Add the deafening din, incessant smoke, acrid smell, hard hatted, hard men in steel toed boots and clothes covered as everything else, in sweat and the byproduct of building big somethings from seemingly useless nothings and you look around for a red robed Dante taking notes.
Hey, I just wanted a job. Bored from laying up in a mid sized college town where teachers were taught.
The five to one ratio of women over men was getting old and besides it was summer, their daddys wouldn't be footing the bill for a few months for rent, food, beer and weed while I lay around lazy, lothario, lush, lusting one 19 year old after another.
I found the wiry foreman/metalurgist Mr. Greene and he hired me because I was white.
I knew soon enough that he ran against the grain of the union by giving me one of the most plumb jobs in the mill, that of crane operator. Two tracks ran overhead the length of the foundry where cabs with controls slid back and forth lowering hooks to assist in moving the heaviest of equipment, the huge magnets which moved the metal from open rail cars to furnace and lowered ladles for the tilting behemoths to gush the blinding rivers into. One moved swiftly before the cargo hardened to hold over the mould precisly so the asbestos clad floor workers could open the spigots guiding the pour into the moulds on the line.

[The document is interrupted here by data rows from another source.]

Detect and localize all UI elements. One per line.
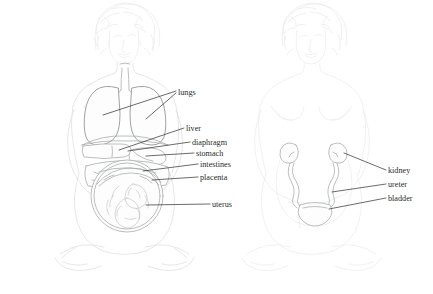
right-figure-organs bbox=[280, 143, 347, 226]
label-lungs: lungs bbox=[178, 88, 196, 97]
torso-sketch-right bbox=[242, 63, 381, 271]
label-diaphragm: diaphragm bbox=[192, 138, 228, 147]
right-figure-body-sketch bbox=[242, 3, 381, 271]
leader-ureter bbox=[332, 184, 386, 192]
face-sketch-right bbox=[296, 30, 326, 64]
ureter-organ-left bbox=[288, 163, 302, 208]
left-figure-labels: lungs liver diaphragm stomach intestines… bbox=[178, 88, 232, 209]
right-figure-labels: kidney ureter bladder bbox=[388, 166, 413, 203]
label-intestines: intestines bbox=[200, 160, 231, 169]
label-bladder: bladder bbox=[388, 194, 413, 203]
anatomy-illustration: lungs liver diaphragm stomach intestines… bbox=[0, 0, 433, 294]
uterus-organ bbox=[91, 160, 163, 232]
hair-sketch-right bbox=[282, 3, 347, 55]
face-sketch bbox=[108, 30, 141, 64]
liver-organ bbox=[82, 144, 131, 159]
kidney-organ-left bbox=[280, 143, 298, 163]
leader-bladder bbox=[329, 198, 386, 209]
ureter-organ-right bbox=[325, 163, 339, 208]
label-uterus: uterus bbox=[212, 200, 232, 209]
anatomy-diagram: lungs liver diaphragm stomach intestines… bbox=[0, 0, 433, 294]
label-liver: liver bbox=[186, 124, 201, 133]
label-ureter: ureter bbox=[388, 180, 407, 189]
label-placenta: placenta bbox=[200, 173, 228, 182]
label-kidney: kidney bbox=[388, 166, 411, 175]
hair-sketch bbox=[94, 3, 160, 55]
bladder-organ bbox=[298, 203, 332, 227]
label-stomach: stomach bbox=[196, 149, 223, 158]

One drop onto the worker and you'd burn a hole right through him.
  It was a fifty foot steel ladder up to the crane wher Curly would teach me the job. Curly was one of 21 children and from his looks his parents were related before marriage. He educated me to the fact that everyone resented my placement ahead of their seniority in the crane.
  Sometimes a few hours went by when you weren't needed. Up and out of sight you were out of mind as well and read the paper or joined the two cranes together to B.S. with the other craneman or smoke a joint.

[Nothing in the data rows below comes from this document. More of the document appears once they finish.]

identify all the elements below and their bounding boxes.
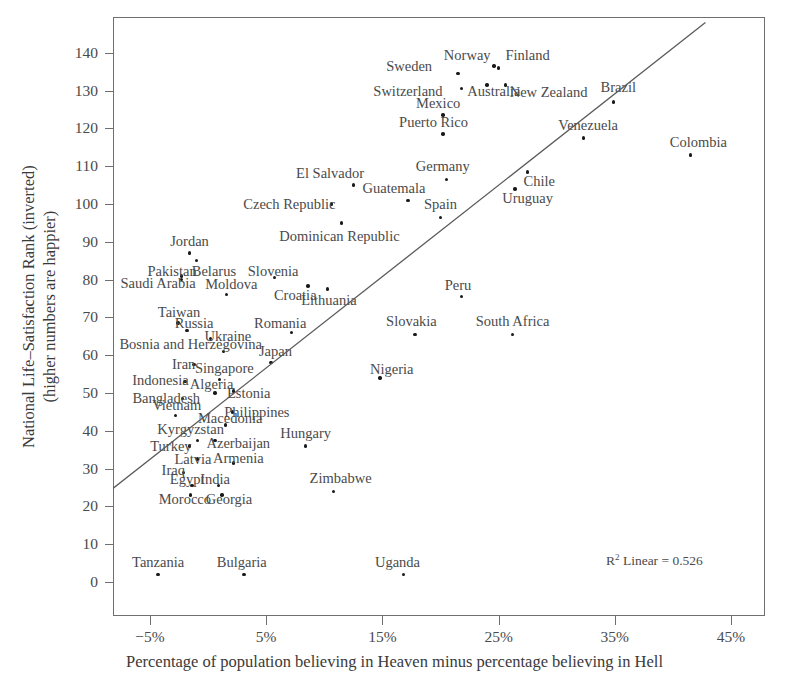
- r-squared-value: 0.526: [672, 553, 702, 568]
- data-point-label: Morocco: [159, 492, 211, 507]
- y-axis-tick-mark: [105, 280, 114, 281]
- x-axis-tick-label: 15%: [352, 629, 412, 645]
- data-point-label: Hungary: [280, 425, 331, 440]
- data-point-label: Germany: [416, 159, 470, 174]
- y-axis-tick-label: 50: [58, 385, 98, 401]
- data-point-label: Brazil: [601, 80, 636, 95]
- x-axis-tick-label: 45%: [701, 629, 761, 645]
- y-axis-tick-mark: [105, 506, 114, 507]
- data-point-label: Estonia: [227, 386, 271, 401]
- y-axis-tick-mark: [105, 431, 114, 432]
- y-axis-tick-label: 90: [58, 234, 98, 250]
- y-axis-tick-label: 80: [58, 272, 98, 288]
- r-squared-text: R2 Linear =: [606, 553, 672, 568]
- data-point[interactable]: [352, 183, 355, 186]
- data-point-label: Iran: [172, 356, 195, 371]
- data-point-label: Jordan: [170, 234, 209, 249]
- data-point[interactable]: [441, 132, 444, 135]
- y-axis-tick-mark: [105, 53, 114, 54]
- y-axis-title-line2: (higher numbers are happier): [40, 7, 61, 607]
- data-point[interactable]: [504, 83, 507, 86]
- y-axis-tick-mark: [105, 128, 114, 129]
- x-axis-tick-mark: [499, 616, 500, 625]
- y-axis-tick-mark: [105, 204, 114, 205]
- x-axis-tick-label: −5%: [120, 629, 180, 645]
- data-point-label: Bosnia and Herzegovina: [119, 337, 262, 352]
- data-point-label: India: [200, 472, 230, 487]
- y-axis-title-line1: National Life–Satisfaction Rank (inverte…: [19, 165, 38, 448]
- data-point-label: Puerto Rico: [399, 114, 468, 129]
- x-axis-tick-mark: [266, 616, 267, 625]
- data-point[interactable]: [612, 100, 615, 103]
- y-axis-tick-label: 100: [58, 196, 98, 212]
- data-point-label: Slovakia: [386, 314, 437, 329]
- data-point-label: El Salvador: [296, 166, 364, 181]
- scatter-plot-figure: 0102030405060708090100110120130140−5%5%1…: [0, 0, 789, 685]
- data-point-label: Armenia: [213, 451, 264, 466]
- data-point-label: Lithuania: [301, 293, 357, 308]
- x-axis-tick-label: 25%: [469, 629, 529, 645]
- data-point[interactable]: [492, 64, 495, 67]
- y-axis-tick-label: 110: [58, 158, 98, 174]
- y-axis-tick-mark: [105, 317, 114, 318]
- data-point-label: Czech Republic: [243, 197, 335, 212]
- data-point-label: Sweden: [386, 59, 432, 74]
- y-axis-tick-label: 0: [58, 574, 98, 590]
- y-axis-tick-mark: [105, 166, 114, 167]
- data-point[interactable]: [497, 66, 500, 69]
- data-point[interactable]: [242, 573, 245, 576]
- y-axis-tick-mark: [105, 242, 114, 243]
- y-axis-tick-label: 60: [58, 347, 98, 363]
- data-point-label: Spain: [424, 197, 457, 212]
- data-point-label: Guatemala: [363, 180, 426, 195]
- data-point-label: Saudi Arabia: [120, 276, 195, 291]
- data-point-label: South Africa: [476, 314, 550, 329]
- y-axis-tick-label: 120: [58, 120, 98, 136]
- y-axis-tick-mark: [105, 544, 114, 545]
- y-axis-tick-label: 130: [58, 83, 98, 99]
- y-axis-tick-mark: [105, 393, 114, 394]
- data-point-label: Indonesia: [132, 373, 188, 388]
- r-squared-annotation: R2 Linear = 0.526: [606, 551, 703, 569]
- data-point[interactable]: [406, 199, 409, 202]
- data-point-label: Colombia: [670, 134, 727, 149]
- data-point[interactable]: [213, 391, 216, 394]
- data-point[interactable]: [582, 136, 585, 139]
- data-point-label: Uruguay: [502, 191, 553, 206]
- data-point[interactable]: [413, 333, 416, 336]
- y-axis-tick-label: 30: [58, 461, 98, 477]
- data-point-label: Tanzania: [132, 555, 184, 570]
- data-point-label: Norway: [444, 47, 491, 62]
- data-point-label: Venezuela: [558, 117, 618, 132]
- data-point[interactable]: [456, 72, 459, 75]
- data-point[interactable]: [445, 178, 448, 181]
- x-axis-tick-mark: [731, 616, 732, 625]
- data-point-label: Chile: [524, 174, 555, 189]
- y-axis-title: National Life–Satisfaction Rank (inverte…: [19, 7, 60, 607]
- x-axis-tick-mark: [615, 616, 616, 625]
- data-point[interactable]: [156, 573, 159, 576]
- data-point[interactable]: [188, 251, 191, 254]
- y-axis-tick-label: 40: [58, 423, 98, 439]
- data-point-label: Japan: [259, 344, 292, 359]
- data-point-label: Peru: [445, 278, 472, 293]
- data-point[interactable]: [439, 216, 442, 219]
- y-axis-tick-mark: [105, 91, 114, 92]
- x-axis-title: Percentage of population believing in He…: [0, 652, 789, 672]
- y-axis-tick-label: 20: [58, 498, 98, 514]
- data-point-label: Romania: [254, 316, 306, 331]
- data-point[interactable]: [689, 153, 692, 156]
- x-axis-tick-mark: [382, 616, 383, 625]
- data-point-label: Uganda: [375, 555, 420, 570]
- data-point-label: Dominican Republic: [279, 229, 399, 244]
- y-axis-tick-mark: [105, 582, 114, 583]
- y-axis-tick-mark: [105, 355, 114, 356]
- data-point-label: Nigeria: [370, 362, 413, 377]
- data-point-label: Finland: [505, 47, 549, 62]
- y-axis-tick-label: 140: [58, 45, 98, 61]
- y-axis-tick-label: 70: [58, 309, 98, 325]
- data-point-label: Singapore: [195, 361, 254, 376]
- data-point-label: Zimbabwe: [310, 471, 372, 486]
- x-axis-tick-mark: [150, 616, 151, 625]
- y-axis-tick-label: 10: [58, 536, 98, 552]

  A few days in I turned my head and heard a ghoulish laugh escape Curly. He had "accidently" allowed a thirty pound hook to slip off its load and hit the foreman Green in the head. I saw Green on his knees and then not at all, for weeks.
  The resentment built against me from the mostly minority union floor workers. In those days I took crap from no one and I only had to make two examples to set things straight.

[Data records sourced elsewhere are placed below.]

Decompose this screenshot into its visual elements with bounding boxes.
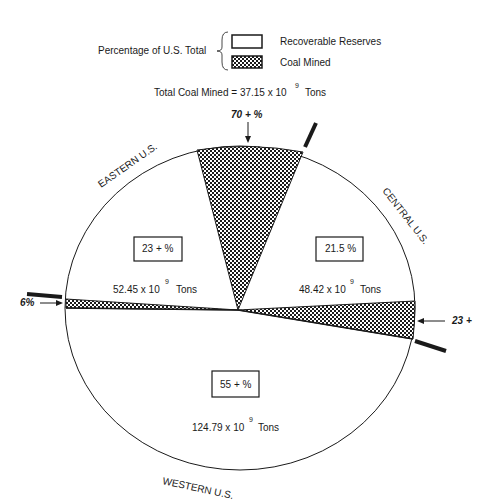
svg-text:9: 9	[165, 278, 169, 285]
svg-text:9: 9	[350, 278, 354, 285]
subtitle: Total Coal Mined = 37.15 x 10 9 Tons	[154, 82, 326, 98]
pie	[27, 123, 446, 470]
western-tons: 124.79 x 10	[192, 422, 245, 433]
legend-swatch-mined	[232, 56, 262, 68]
region-name-western: WESTERN U.S.	[162, 475, 235, 501]
central-tons: 48.42 x 10	[299, 284, 346, 295]
svg-text:9: 9	[249, 416, 253, 423]
svg-text:Tons: Tons	[360, 284, 381, 295]
subtitle-prefix: Total Coal Mined = 37.15 x 10	[154, 87, 287, 98]
legend-label-mined: Coal Mined	[280, 57, 331, 68]
legend-label-reserves: Recoverable Reserves	[280, 36, 381, 47]
eastern-tons: 52.45 x 10	[113, 284, 160, 295]
legend: Percentage of U.S. Total Recoverable Res…	[98, 32, 381, 70]
svg-text:Tons: Tons	[176, 284, 197, 295]
western-reserve-pct: 55 + %	[220, 379, 252, 390]
legend-group-label: Percentage of U.S. Total	[98, 45, 206, 56]
eastern-reserve-pct: 23 + %	[142, 243, 174, 254]
coal-pie-chart: Percentage of U.S. Total Recoverable Res…	[0, 0, 497, 504]
central-mined-pct: 23 +	[451, 315, 472, 326]
boundary-tick-right	[415, 341, 446, 351]
boundary-tick-top	[305, 123, 316, 147]
subtitle-exponent: 9	[295, 82, 299, 89]
legend-swatch-reserves	[232, 35, 262, 48]
central-reserve-pct: 21.5 %	[325, 243, 356, 254]
svg-text:Tons: Tons	[258, 422, 279, 433]
western-mined-pct: 6%	[20, 297, 35, 308]
legend-brace	[217, 32, 228, 70]
eastern-mined-pct: 70 + %	[231, 109, 263, 120]
subtitle-suffix: Tons	[305, 87, 326, 98]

  Some of the ladles were a bowled out ten feet deep. With buckets that full of molten metal some would dry and cake on the sides, hardening. The larger of the workers would climb in them and chip out the shards with hammer and chisel.
  We weren't supposed to but we'd lower our hooks where they'd affix them to chains around the metal and climb out. We'd then goose the strips from the sides of the ladle.
  Once, a huge black man 6'6" with hands like hams started cursing me while tying a chain around a stubborn strip. I didn't give him a chance to climb out as I started to tug up at the metal. The entire ladle started to rise off the ground and with the possibilty of being cleaved in two by the sudden ripping of the metal his eyes grew to comic proportions. I lowered him down and had no more trouble with him.
  Another time an Italian fella was cursing me and laughing at my expense with a Puerto Rican. I chewed on it for awhile and during a break noticed in the local paper an aritcle of interest. I slammed the paper on my hook and lowered it into the midst of three of the offending workers and watched as they peeled it off and read the byline "Pipe Falls From Crane Kills Two". I never had another problem in the mill.
  Hard places will eat you up if you dwell there. Hard men only know harder men in such surroundings and friendship is measured in trusting that those around you are tough enough to do the job. Green was not young nor large and he came back, who was I to wither?

© Copyright 2001 Richard S. Wells jr. - All Rights Reserved
Janet Marie
Member Laureate
since 2000-01-22
Posts 18554

1 posted 2001-08-19 10:36 AM


amazing imagery and detail Richard,
as well as taking the reader to a place and time few will ever experience.
The immensity of it all is hard to fathom.